Blissful Upstate Summer

I spent last week in Rome, New York, as I recovered from Gamma Knife radiation treatment intended to eradicate leftover pituitary tumor cells. And I was once again overcome by the spectacular beauty of summer in my hometown.

Now that we have skipped past the Fourth of July, summer is ripe, bursting open in color, sounds and scents, but soon it will wane. Soon autumn will overtake it.

But now near perfection reigns in central New York with warm days, flowers in full bloom, vegetable gardens producing their bounty and children riding bikes and playing outside. We need rain here so it’s not quite perfect.

As I went for an evening walk heading toward Vogel Park in Rome, sunlight filtered through the lush maple trees lining North George Street, casting a greenish-yellow glow. Along the way I dodged hissing sprinkler streams dancing over burnt lawns and spilling over on the sidewalk. I saw teenage boys playing Frisbee in a front yard. A basketball bounced on a driveway and screen doors smacked against doorjambs. The smells of freshly-cut lawns and grilling meat entered my nose.

I also heard the voices of summer as I walked past the houses.

“Let’s go Randall.”

“All right, I’m coming.”

“Come on Meg, time to eat.”

Summer is such an intense sensual experience words and images alone cannot do it justice. Ray Bradbury came as close as possible with his fictional Green Town.

I think these days of splendor in central New York are God’s way of making amends for all the lake-effect snow days of December, January, February and March when darkness comes at 4 p.m. and the cold air bites your face. But you can’t contain summer. You can’t bottle it up and preserve it like dandelion wine, store it in Mason jars and open it up on a February night when your bones ache and the snow melts inside your boots while you shovel the driveway.

Summer is also a nostalgic time, as we remember our youth spent at the playgrounds and baseball diamonds, doing cartwheels to show off for grandparents, running around the neighborhood with sparklers and chasing the ice cream truck down the street.

I also consider the math when looking at my life. How many more summers do I have left? And then I think only one, right now. That’s it.

While driving with my brother one afternoon last week I spotted a white banner stretching across Black River Boulevard. It announced the Drums Along the Mohawk drum and bugle corps competition would be coming on Aug. 2. “Oh no,” I said to my brother, “that means summer’s ending soon.”

The competition has always been one of the last big events of the summer in Rome, signaling cooler weather, moms checking off their school supply purchase lists and the Rome Free Academy football team practicing in two-a-day sessions. My stepfather also says Drums Along the Mohawk sometimes coincides with bats sneaking into the house and circling the kitchen or family room.

An ice cream truck is parked along Stanwix Street in Rome.

So before summer is gone again, make a point to leave the house, walk around the block and look at the stars, eat your share of ice cream cones, race to finish nine holes of golf in the gloaming, attend a minor league baseball game and go for a night drive in the country to hear the whoosh of the tires against the asphalt.

Summer is indeed fleeting, but we still have half a cup left to enjoy.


All lines from the one that has "is (1269, 658)." onward to the end of the records below are to be returned exactly; pictures are to be skipped.

-- Opening Marker --

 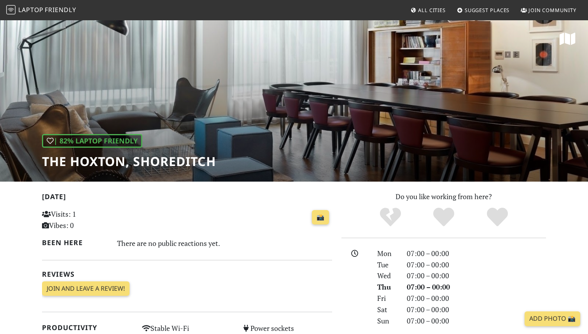 What do you see at coordinates (484, 10) in the screenshot?
I see `a: Suggest Places` at bounding box center [484, 10].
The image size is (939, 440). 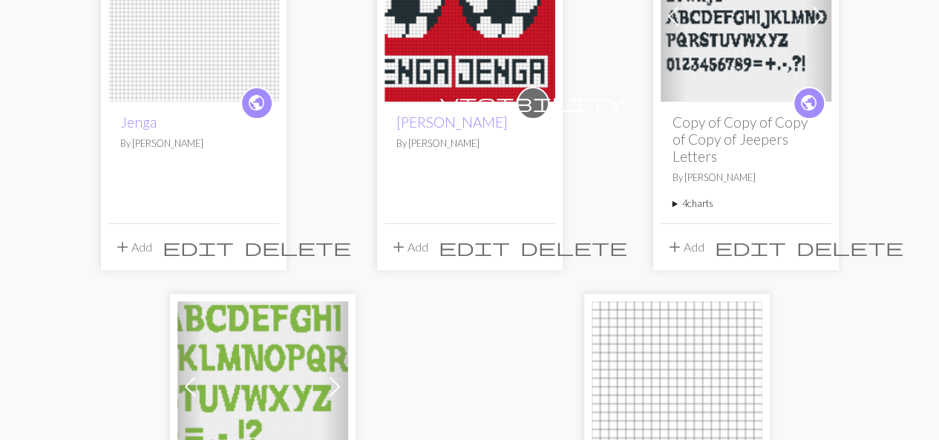 What do you see at coordinates (533, 102) in the screenshot?
I see `span: visibility` at bounding box center [533, 102].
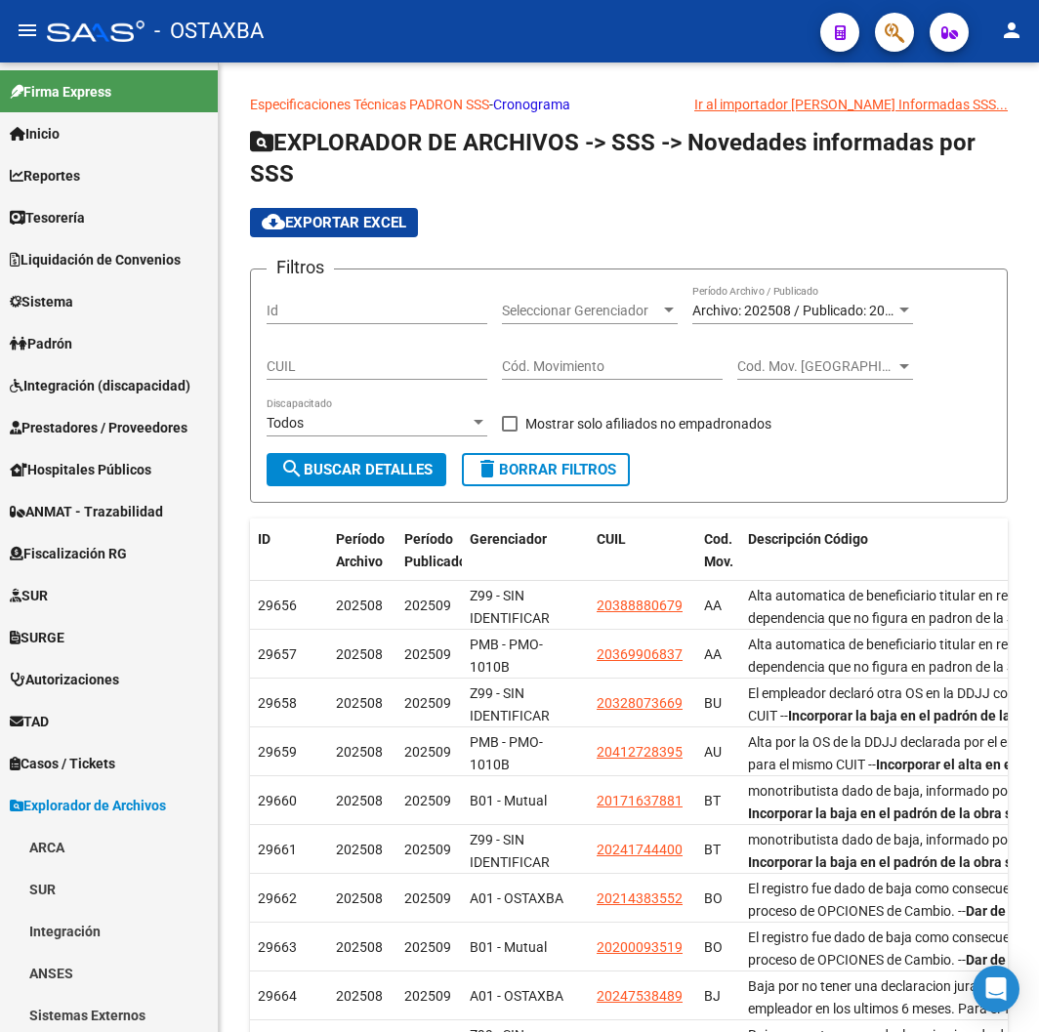 This screenshot has height=1032, width=1039. Describe the element at coordinates (28, 596) in the screenshot. I see `span: SUR` at that location.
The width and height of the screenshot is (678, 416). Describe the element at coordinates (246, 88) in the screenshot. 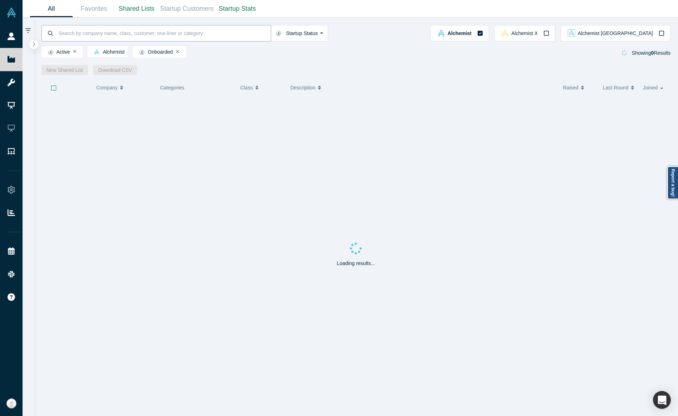

I see `span: Class` at that location.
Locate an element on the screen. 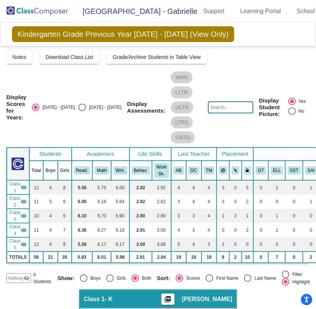 This screenshot has width=316, height=309. td: 2.91 is located at coordinates (141, 257).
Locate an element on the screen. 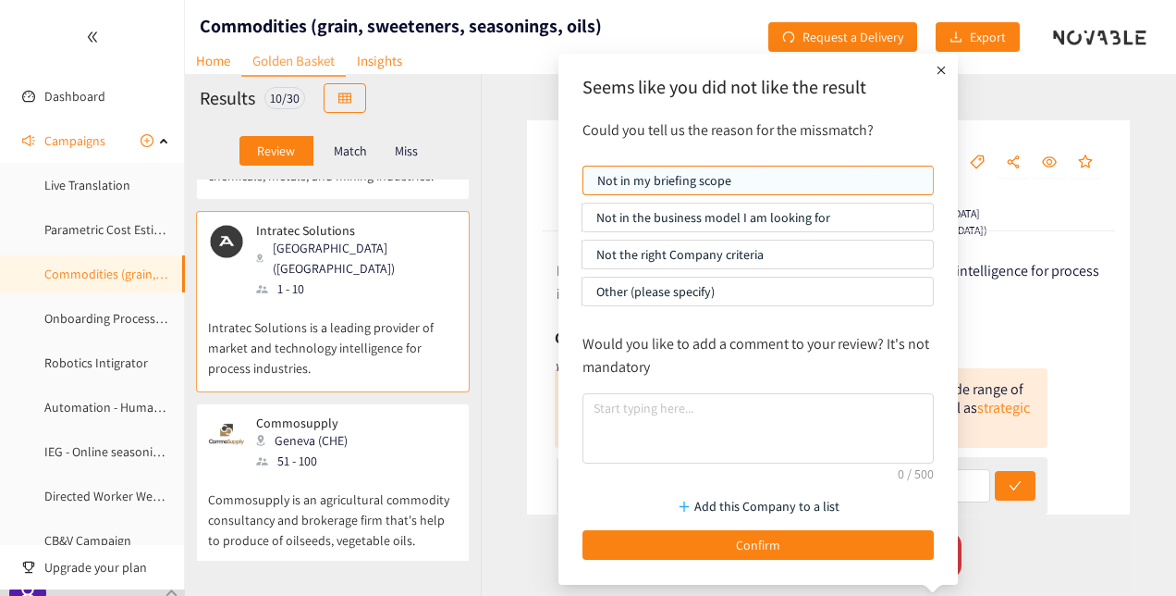  h1: Commodities (grain, sweeteners, seasonings, oils) is located at coordinates (400, 26).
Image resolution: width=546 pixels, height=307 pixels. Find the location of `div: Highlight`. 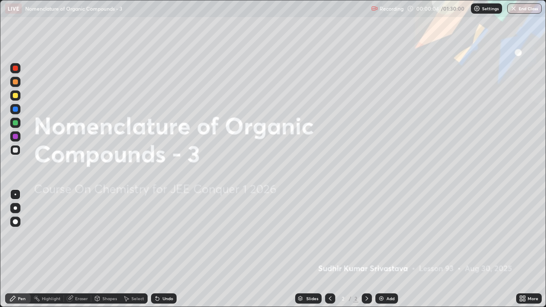

div: Highlight is located at coordinates (51, 299).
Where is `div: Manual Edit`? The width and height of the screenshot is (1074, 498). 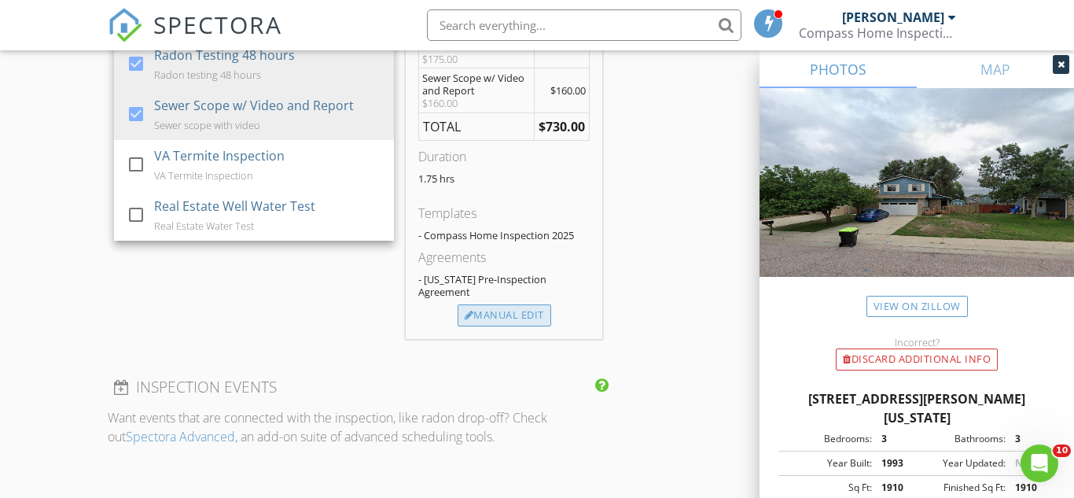
div: Manual Edit is located at coordinates (504, 315).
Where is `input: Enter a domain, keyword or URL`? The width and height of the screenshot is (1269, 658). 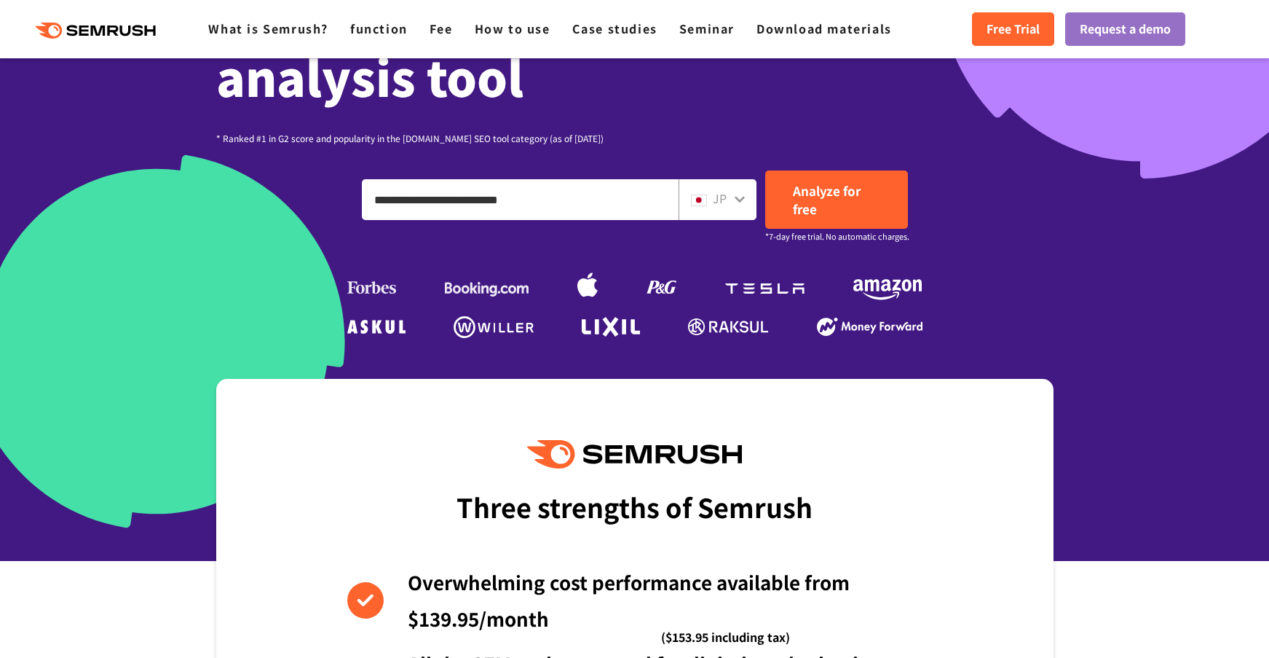
input: Enter a domain, keyword or URL is located at coordinates (520, 200).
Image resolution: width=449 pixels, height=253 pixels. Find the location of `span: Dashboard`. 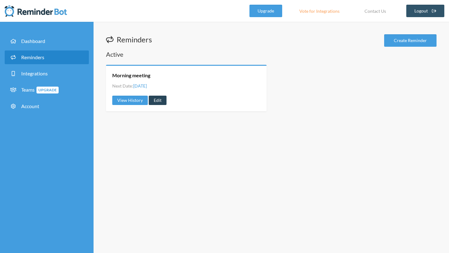

span: Dashboard is located at coordinates (33, 41).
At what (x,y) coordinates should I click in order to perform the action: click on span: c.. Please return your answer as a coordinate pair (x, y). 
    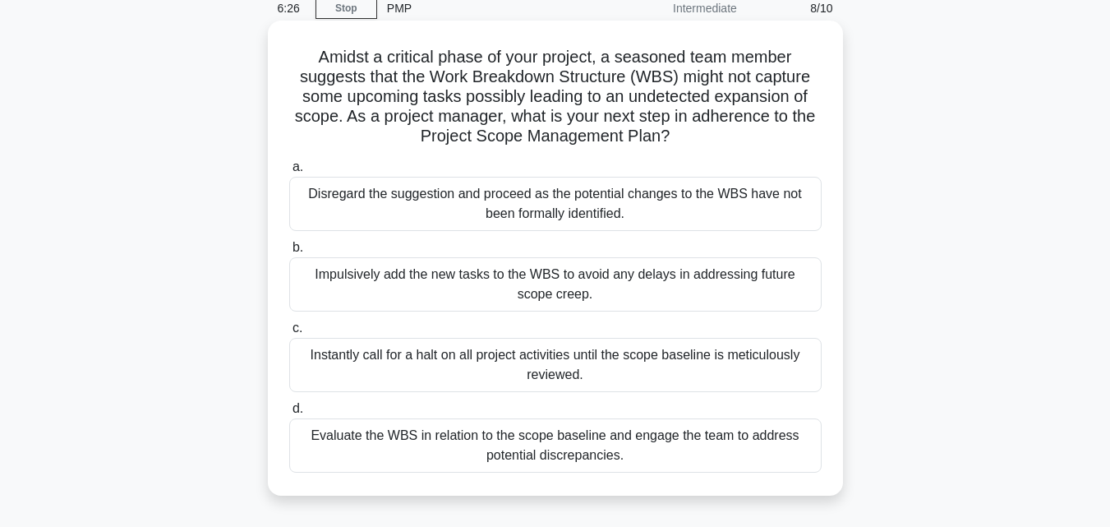
    Looking at the image, I should click on (297, 327).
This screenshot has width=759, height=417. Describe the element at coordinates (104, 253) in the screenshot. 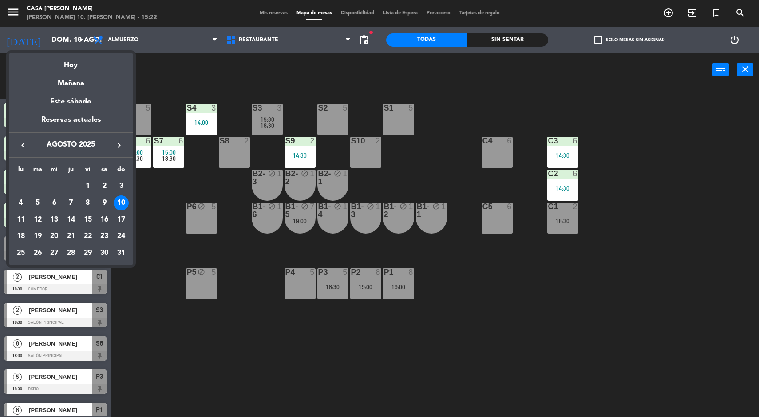

I see `div: 30` at that location.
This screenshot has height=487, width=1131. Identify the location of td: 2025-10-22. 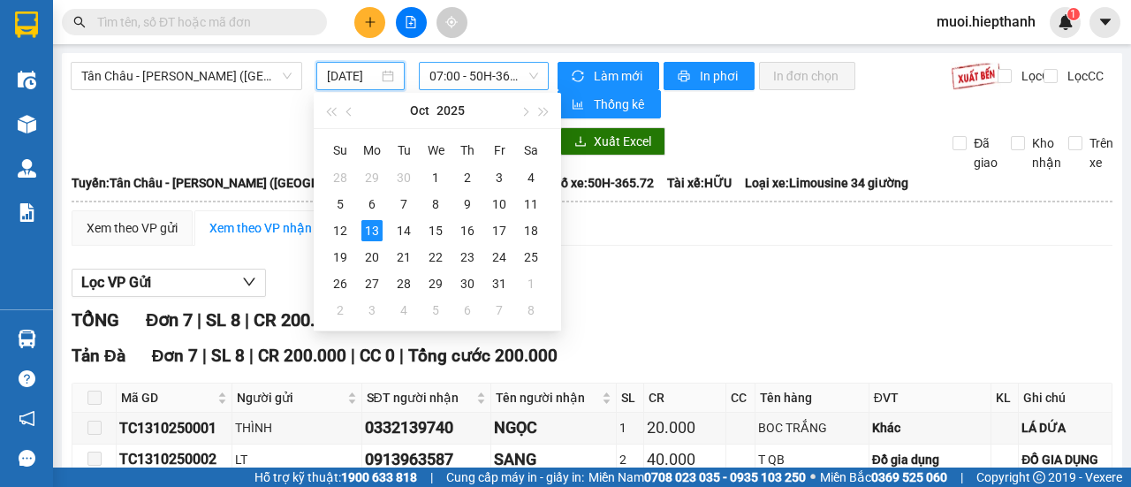
(436, 257).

-- Closing Marker --

**Answer box:**
Where is `input: Enter a domain, keyword or URL`? The width and height of the screenshot is (1269, 658). 
input: Enter a domain, keyword or URL is located at coordinates (520, 200).
Image resolution: width=449 pixels, height=253 pixels. Find the location of `span: Dashboard`. 

span: Dashboard is located at coordinates (33, 41).
At what (x,y) coordinates should I click in order to perform the action: click on span: c.. Please return your answer as a coordinate pair (x, y). 
    Looking at the image, I should click on (297, 327).
This screenshot has width=759, height=417. Describe the element at coordinates (104, 253) in the screenshot. 

I see `div: 30` at that location.
This screenshot has height=487, width=1131. Identify the location of td: 2025-10-22. 
(436, 257).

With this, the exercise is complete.